The novel deals with the concept of mourning—the narrator’s husband had allegedly come to Greece to research the dying tradition of professional lamenters—and the Greek word for these laments, the mirologia, etymologically breaks down to the words for that which is inevitable. Death. “The hills between here and Athens are black,” her driver tells her (which reminded me of a Greek folk song that asks why the mountains are black, on the verge of tears, and explores the relationship between life and death). “If you go outside the village, up to the hills, you will see, the earth is still hot from the fire.” Everything leaves its mark, and death is palpable. Still, the narrator muses, “It is easier to mourn a known quantity than an unknown one,” and this sentiment captures the precarity so many Greeks face. Kitamura may not have intended this reading, but it is a hard one not to consider.

It seems to me that the anxiety of bringing in current events sometimes feels like an anxiety of authenticity, the same way, in a historical novel, we might overdo certain details to show we’ve done our research. We want to show we’re paying attention. But true authenticity, it seems, comes from the way a narrative is truly inhabited, not by an anxious incorporation of fact, knowledge, or observation. Hamid writes that “Novels aren’t real: they’re words, made up. And modern neuroscience and ancient religions both tell us that what we call reality isn’t real either. ….Sometimes unreality can feel more real.”

In his introduction to Futures: Poetry of the Greek Crisis, editor and translator and poet Theodoros Chiotis writes: “I still remember walking through the center of Athens late at night on a Sunday in November 2009. The atmosphere was filled with tear gas and helicopters were patrolling the skies. It seemed like an inversion of the image of Zeppelins flying above Athens during the great spectacle that was the 2004 Olympic Games. It almost felt unreal.”

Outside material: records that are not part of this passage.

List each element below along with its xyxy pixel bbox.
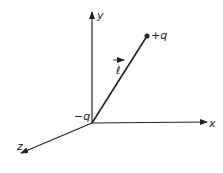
x-axis-label: x xyxy=(208,117,216,130)
x-axis xyxy=(92,122,207,123)
positive-charge-label: +q xyxy=(151,29,167,42)
vector-label: ℓ xyxy=(115,64,121,77)
z-axis xyxy=(21,123,92,153)
positive-charge-dot xyxy=(145,34,150,39)
dipole-diagram: y x z +q −q ℓ xyxy=(0,0,223,173)
z-axis-label: z xyxy=(16,140,23,153)
dipole-vector xyxy=(92,36,147,123)
y-axis-label: y xyxy=(96,9,104,22)
negative-charge-label: −q xyxy=(74,110,90,123)
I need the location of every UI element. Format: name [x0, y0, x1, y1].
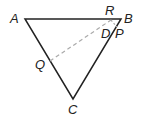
- label-d: D: [101, 26, 110, 41]
- label-a: A: [9, 11, 19, 26]
- label-p: P: [115, 26, 124, 41]
- label-b: B: [124, 11, 133, 26]
- label-r: R: [105, 3, 114, 18]
- label-q: Q: [35, 57, 45, 72]
- label-c: C: [68, 102, 78, 117]
- triangle-diagram: A R B D P Q C: [0, 0, 145, 122]
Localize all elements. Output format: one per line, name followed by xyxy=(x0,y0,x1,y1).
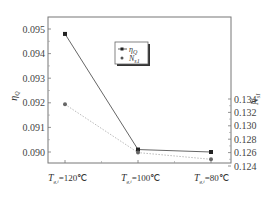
right-tick-label: 0.126 xyxy=(234,147,257,158)
y-axis-left-label: ηQ xyxy=(8,91,20,101)
n-s1-point xyxy=(136,151,140,155)
legend-circle-marker-icon xyxy=(121,57,124,60)
left-tick-label: 0.092 xyxy=(23,97,46,108)
eta-q-point xyxy=(63,32,67,36)
left-tick-label: 0.093 xyxy=(23,73,46,84)
n-s1-point xyxy=(63,102,67,106)
category-labels: Tg,i=120℃Tg,i=100℃Tg,i=80℃ xyxy=(48,172,229,185)
left-axis: 0.0900.0910.0920.0930.0940.095 xyxy=(23,24,52,158)
legend-square-marker-icon xyxy=(121,48,124,51)
right-tick-label: 0.124 xyxy=(234,161,257,172)
left-tick-label: 0.090 xyxy=(23,147,46,158)
right-tick-label: 0.130 xyxy=(234,120,257,131)
dual-axis-line-chart: 0.0900.0910.0920.0930.0940.095 0.1240.12… xyxy=(0,0,276,197)
category-label: Tg,i=80℃ xyxy=(194,172,229,185)
category-label: Tg,i=100℃ xyxy=(121,172,160,185)
legend: ηQ Ns1 xyxy=(115,42,150,66)
plot-frame xyxy=(48,17,231,163)
left-tick-label: 0.094 xyxy=(23,48,46,59)
left-tick-label: 0.095 xyxy=(23,24,46,35)
left-tick-label: 0.091 xyxy=(23,122,46,133)
series-n-s1 xyxy=(63,102,213,161)
eta-q-point xyxy=(209,150,213,154)
right-tick-label: 0.128 xyxy=(234,134,257,145)
category-label: Tg,i=120℃ xyxy=(48,172,87,185)
right-tick-label: 0.132 xyxy=(234,107,257,118)
n-s1-point xyxy=(209,157,213,161)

This I know: for me, this time around, the boundaries of literary realism are not expansive enough. My charge, I now see, is to allow the story to not mimic a certain Greek reality but to somehow reflect it, to run parallel with it to capture a chronic state of limbo, a landscape that to some might be paradise but to others is frustratingly bleak, a place to merely wait to see what comes next.

Tiny-House

Natalie Bakopoulos is the author of the novel The Green Shore, and her work has appeared in Tin House, VQR, The New York Times, The New York Times Book Review, Granta, Glimmer Train, O. Henry Prize Stories, and various other publications. She has received fellowships from the Camargo and MacDowell foundations and was a 2015 Fulbright Fellow in Athens, Greece. She currently teaches at the University of Michigan and Wayne State University.

Works Cited
Adespotes Skyles. “Waltz of the Dirty Streets, No. 3.” May 28, 2013. https://www.youtube.com/watch?v=8_Lv0nlwGrY (accessed April 2017).
Adichie, Chimamanda Ngozi. “The Danger of a Single Story.” TedGLOBAL 2009, July 2009. https://www.ted.com/talks/chimamanda_adichie_the_danger_of_a_single_story (accessed April 2017).
Baxter, Charles. “Maps and Legends of Hell: Notes on Melodrama.” Burning Down the House. St. Paul, MN: Graywolf Press, 1997.
Bezmozgis, David. “The Novel in Real Time,” The New Yorker. March 13, 2014. http://www.newyorker.com/books/page-turner/the-novel-in-real-time (accessed April 2017).
Chamberlin, Jeremiah. “Interview with Peter Ho Davies.” VQR. June 14, 2004. http://www.vqronline.org/web-exclusive/interview-peter-ho-davies (accessed April 2017).
Chiotis, Theodoros (Ed.). Futures: Poetry of the Greek Crisis. London: Penned in the Margins, 2015.
Cusk, Rachel. Outline. New York: FSG, 2014.
“The Greek Islands” Parts Unknown. Season 7. CNN. Original air date May 8, 2016.
Hamid, Mohsin. Exit West. New York: Riverhead, 2017.Freeman, John. “The first Post-Brexit Novel: Mohsin Hamid’s Exit West.” Literary Hub. 16 October 2016
Kitamura, Katie. A Separation. New York: Riverhead, 2017.